Her daughter needed her. The son growing in her body needed her. Voyager needed her. The whole damn fleet needed her.
Torres needed to find a small, dark, cool place to close her eyes for a few hours, while someone else shouldered some of the burdens she was struggling to carry alone.
I need Tom, Torres thought grimly, refusing to allow the tears forming in her eyes to fall.
GALEN
The last time Counselor Hugh Cambridge had spoken with the Doctor, they had argued. Cambridge had taken the Doctor to task for betraying Seven’s confidence. The Doctor’s responses had ranged from cutting sarcasm directed toward Cambridge, polite indifference to Seven’s current status, and brief impassioned flares of temper indicating how much he still cared for Seven.
Even Cambridge had been able to see at the time that there was something odd about the Doctor’s behavior. The last hour spent in Lieutenant Barclay’s company had cleared up much of the counselor’s confusion.
Apparently the Doctor had been so distraught over Seven and Cambridge’s budding romantic relationship, he had contacted his creator, Doctor Lewis Zimmerman, and requested his counsel. Zimmerman had taken it upon himself to modify the Doctor’s program in an attempt to help the Doctor deal with these intense “feelings” without doing permanent damage to his prog
ram or his personal relationships.
Zimmerman had focused on the fact that when humans experience emotional traumas, time becomes a natural aid in the healing process. Memories, no matter how vivid, fade over time as they move from short-term to long-term memory storage within the mind.
Or they should, Cambridge thought bitterly.
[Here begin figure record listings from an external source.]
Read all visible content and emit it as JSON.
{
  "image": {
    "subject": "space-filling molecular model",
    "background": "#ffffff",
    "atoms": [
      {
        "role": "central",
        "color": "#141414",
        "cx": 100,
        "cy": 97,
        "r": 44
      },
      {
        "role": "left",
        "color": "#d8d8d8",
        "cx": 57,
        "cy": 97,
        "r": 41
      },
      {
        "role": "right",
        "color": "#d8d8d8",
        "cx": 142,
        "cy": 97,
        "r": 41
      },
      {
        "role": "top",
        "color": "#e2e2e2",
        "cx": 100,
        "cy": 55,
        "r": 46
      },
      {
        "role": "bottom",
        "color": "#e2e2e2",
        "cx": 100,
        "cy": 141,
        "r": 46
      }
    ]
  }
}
Often as not, traumatic events led to a wide range of neuroses, and the mind’s ability to sublimate painful memories was interrupted. “Post-traumatic stress disorder” was a general term for many psychological anomalies that indicated the mind’s natural healing processes were not functioning properly.
Cambridge wished Zimmerman had thought to consult another doctor, or another human, before tinkering with the Doctor’s memories so haphazardly. Cambridge’s sense of Zimmerman from Barclay was that the holographic-design genius lacked sufficient normal human interaction to make him cognizant of, let alone fluent in, the realities of human emotional processing.
Human memory, its power and its flaws, was significantly more complicated than the experience of it suggested. Time did not simply heal all wounds. The perspective that came from living beyond pain, realizing that one could continue to exist despite trauma, and new positive experiences were critical to the healing process. Zimmerman had tried to do an end-run around those essential steps.
If the Doctor had been nothing more than a collection of subroutines and processors, it might have worked.
“I have completely restored the Doctor’s program,” Barclay said, once he had summarized Zimmerman’s modifications. “As long as we can protect him from overloads like the one that caused the most recent cascade failure, he should be fine.”
“I’d hardly call the intensely narcissistic, passive-aggressive, manipulative individual I’ve come to know as the Doctor fine, but we won’t quibble about that right now,” Cambridge noted.
Barclay rose from his work station and faced the counselor indignantly. “When Admiral Janeway suggested that you try to help the Doctor come to terms with the modifications, I told her I did not believe you were an appropriate choice. The Doctor may be all of those things. But he is also one of the most compassionate, warm, and brilliant people I have ever known.”